In a landmark victory for timekeeping and basic literacy in dates, the High Court has ruled that Walukaga Mathias is constitutionally unqualified to represent Busiro East, having been defeated not by voters, rivals, or ideology—but by June 12, 2025.
Yes. A date.
Walukaga’s parliamentary dream collapsed after the Court discovered that his sole academic qualification had expired quietly, politely, and on schedule—four months before he remembered to use it. Like expired milk in a fridge, the certificate didn’t make a fuss; it simply stopped being valid.
Undaunted by this inconvenience, Walukaga argued that once a certificate has gone to university, it should never grow old. According to this creative theory of education, enrolling for a degree magically freezes time, suspends the law, and converts expiry dates into mere suggestions.
The Court was unimpressed.
Justice Simon Peter Kinobe, in what can only be described as a masterclass in judicial restraint, explained that the law does not operate on vibes, intentions, or enrollment letters. It operates on validity. And Walukaga’s validity had clocked out months earlier.

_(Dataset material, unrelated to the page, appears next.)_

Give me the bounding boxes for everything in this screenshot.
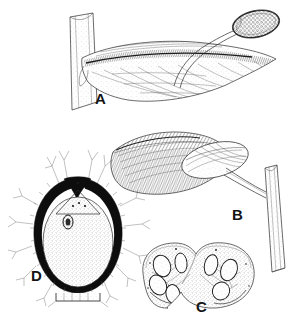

The timeline was merciless:
- Certificate issued: June 12, 2023
- Certificate expired: June 12, 2025
- NCHE equivalence issued: June 11, 2025 (a heroic last-minute effort)
- Nomination day: October 23, 2025 (four months late to the party)
In other words, Walukaga arrived at nomination day holding an academic ghost.
His lawyers attempted to summon the spirit back using a letter from the Islamic University in Uganda, written conveniently after the certificate had already expired and after the Electoral Commission had already said “no.” The Court responded with a firm reminder that letters do not override statutes, and universities do not issue legal extensions by sympathy.
Perhaps the most painful part of the judgment was the Court’s observation that once the Mature Age certificate expired, the NCHE equivalence collapsed instantly—like a roof built on a certificate-shaped sandcastle.
The Electoral Commission, often accused of many things, was applauded this time for doing the unthinkable: reading the expiry date.
In the end, Walukaga’s petition was dismissed, not because he lacked ambition, effort, or legal representation—but because he ran for Parliament with a qualification that had already left the building.
The Court declined to award costs, possibly out of mercy, or perhaps because the real price had already been paid in public embarrassment.
As Busiro East moves on, one lesson is now firmly written into Uganda’s electoral history:
👉 Parliament is elected by voters,
👉 Qualifications are verified by law,
👉 And certificates do not age like fine wine.
For future aspirants, experts now recommend a radical new campaign strategy:
Check your documents. Then check the dates. Then check them again.